Saturday, December 4, 2010

Converting Manufacturers' Hydraulic Pump Data to a Pump Curve and Matching to an Application

The problem: when you select a hydraulic gear pump, the manufacturer's curves are for a certain viscosity and rpm which in general do not match your design.

Worse, if you are driving your gear pump with a permanent magnet DC (PMDC) motor, then the rpm will decrease with load and your actual performance curve will look nothing like the manufacturer's curves. The purpose of this article is to show you how to make those adjustments. I have used this technique in practice and found that it agrees surprisingly well with pump test loop experiments.

Note that the above curve spans a range of rpm's and pressures. This particular curve is from the Marzocchi pump company and is for a viscoity of 30 cSt. In practice, you will need to rework this information to construct a single pump curve where flow rate is graphed against pressure. Note that the above data does not go all the way down to zero pressure, however a flow vs. pressure curve for a properly designed and purposed gear pump is a perfectly straight line. This article will walk you through the steps required to generate your actual pump curve.

Breaking down the data into viscous friction vs. leakage

The observed flow rate vs. pressure depends on two things: viscous friction and leakage. Happily, gear pumps tend to operate at low-Reynolds numbers which makes analysis easy by using laminar flow equations. Our goal here will be to understand the friction and leakage equations only well enough to identify and quantify the contributions of factors we have control over. The most critical aspect of gear pump design, the determination of running clearances, is beyond the scope of this article but will be considered on this Blog in a future article.

Viscous Friction

Let's start with viscous friction. At zero pressure, the pump is doing no useful work, and all of the torque is used to combat viscous friction. Consider the definition of viscous shear. For a plate of area A moving with respect to a fixed surface separated by a gap t:









Clearly the friction torque is the sum of the contributions of viscous shear force elements acting on moment arms across the wetted rotating surfaces of the pump (i.e. you integrate). Right away, the zero-load torque can be adjusted from the manufacturer's value simply by a linear adjustment of the viscosity. Since the friction torque also depends linearly on speed, i.e. rpm, then the friction torque can likewise be easily adjusted for varying rpm also with a simple linear ratio.

Notice that we have not had to consider the actual internal geometry of the pump, which does not change as the viscosity and rpm vary: by giving us the no-load motor torque at a stated rpm and viscosity, the manufacturer has in effect done this for us.

A test against zero pressure tells us:

  • The pump displacement
  • The friction torque

Internal leakage

Next, the internal leakage needs to be considered. Moving parts require running clearances and these become fluid leakage paths from high to low pressure. As we did for fluid friction, we're going to idealize these leakage paths as simple rectangular gaps, which can in principle be integrated to obtain one overall "fluid resistance", analogous to electrical resistance, for the entire pump.


Again, by giving us the pump curves, the manufacturer has provided enough info to deconstruct this data and solve for the leakage at various pressures. So we will use the published flow data to determine the volumetric efficiency of the pump and thus the "resistance" term on the right of the above equation.

Volumetric efficiency

In other words, by giving us the actual flow rate at two rpm's, the manufacturer has given us the data we need to calculate volumetric efficiency. Since we know that the leakage flow rate at zero pressure must be zero, and thus volumetric efficiency is 100%, we can easily calculate both the pumps' leakage flow resistance (above) and also the pump displacement.

At non-zero pressure, you cannot directly measure viscous friction (counting journal bearing friction). However, if you know the rpm and the actual flow rate, you can calculate the volumetric efficiency and thus infer the viscous friction and seal friction losses.

Practical simplifying assumptions

We are going to make an assumption here that experiment shows holds up well in practice: assume that the leakage resistance depends only on the terms in the above equation, in particular those terms we have control over: the viscosity and the rpm. In theory, pump leakage resistance due to viscous shear depends on the speed of the fluid with respect to the surfaces of the leakage gap, and those surfaces are not stationary (the gear surfaces rotate), meaning that the actual leakage flow speed will depend on the magnitude of the vector sum of the leakage and moving surface speeds of the parts, and that the leakage flow down the journal bearing shafts is similarly complicated by both the surface speed and a changing eccentric gap. However, it can be shown experimentally that these effect can be ignored. 

Once the fluid resistance term above has been determined for your pump, this number can easily be adjusted for a different viscosity. Again, we assume that fluid leakage will vary from this term only due to changes in viscosity.

But be careful: volumetric efficiency depends on both leakage and pump output: the displacement and the rpm. At any pressure, the faster the rotation speed, the greater the volumetric efficiency. Changing the rpm's will dramatically effect the pump flow rate at pressures near pump stall.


→ WORK REQUIRED
What you return should match the data word for word, minus the images.
★ ★ ★ ★ ★ ★ ★
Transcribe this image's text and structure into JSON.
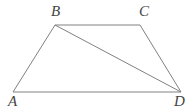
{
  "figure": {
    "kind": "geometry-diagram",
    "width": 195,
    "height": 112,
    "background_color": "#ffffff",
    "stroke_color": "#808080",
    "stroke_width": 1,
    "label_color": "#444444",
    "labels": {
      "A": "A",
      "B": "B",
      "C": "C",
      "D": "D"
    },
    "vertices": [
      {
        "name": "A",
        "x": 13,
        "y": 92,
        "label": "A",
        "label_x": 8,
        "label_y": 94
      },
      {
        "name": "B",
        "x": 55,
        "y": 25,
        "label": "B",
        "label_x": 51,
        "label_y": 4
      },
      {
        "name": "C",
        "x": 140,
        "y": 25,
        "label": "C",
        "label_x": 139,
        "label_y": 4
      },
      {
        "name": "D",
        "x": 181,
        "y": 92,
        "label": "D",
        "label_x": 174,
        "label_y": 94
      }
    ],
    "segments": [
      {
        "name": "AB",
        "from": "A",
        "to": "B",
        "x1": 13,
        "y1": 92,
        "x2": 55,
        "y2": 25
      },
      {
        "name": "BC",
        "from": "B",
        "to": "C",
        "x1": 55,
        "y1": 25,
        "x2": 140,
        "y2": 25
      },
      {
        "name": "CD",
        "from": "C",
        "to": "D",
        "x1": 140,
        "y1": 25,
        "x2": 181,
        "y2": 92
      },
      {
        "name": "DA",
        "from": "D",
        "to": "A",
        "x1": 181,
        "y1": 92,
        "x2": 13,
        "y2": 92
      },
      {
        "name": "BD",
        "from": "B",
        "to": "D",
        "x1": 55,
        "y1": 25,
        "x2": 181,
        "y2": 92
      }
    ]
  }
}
★ ★ ★ ★ ★ ★ ★
→ OUTPUT FOR THIS EXERCISE
Transcribe this image's text and structure into JSON.
{
  "figure": {
    "kind": "geometry-diagram",
    "width": 195,
    "height": 112,
    "background_color": "#ffffff",
    "stroke_color": "#808080",
    "stroke_width": 1,
    "label_color": "#444444",
    "labels": {
      "A": "A",
      "B": "B",
      "C": "C",
      "D": "D"
    },
    "vertices": [
      {
        "name": "A",
        "x": 13,
        "y": 92,
        "label": "A",
        "label_x": 8,
        "label_y": 94
      },
      {
        "name": "B",
        "x": 55,
        "y": 25,
        "label": "B",
        "label_x": 51,
        "label_y": 4
      },
      {
        "name": "C",
        "x": 140,
        "y": 25,
        "label": "C",
        "label_x": 139,
        "label_y": 4
      },
      {
        "name": "D",
        "x": 181,
        "y": 92,
        "label": "D",
        "label_x": 174,
        "label_y": 94
      }
    ],
    "segments": [
      {
        "name": "AB",
        "from": "A",
        "to": "B",
        "x1": 13,
        "y1": 92,
        "x2": 55,
        "y2": 25
      },
      {
        "name": "BC",
        "from": "B",
        "to": "C",
        "x1": 55,
        "y1": 25,
        "x2": 140,
        "y2": 25
      },
      {
        "name": "CD",
        "from": "C",
        "to": "D",
        "x1": 140,
        "y1": 25,
        "x2": 181,
        "y2": 92
      },
      {
        "name": "DA",
        "from": "D",
        "to": "A",
        "x1": 181,
        "y1": 92,
        "x2": 13,
        "y2": 92
      },
      {
        "name": "BD",
        "from": "B",
        "to": "D",
        "x1": 55,
        "y1": 25,
        "x2": 181,
        "y2": 92
      }
    ]
  }
}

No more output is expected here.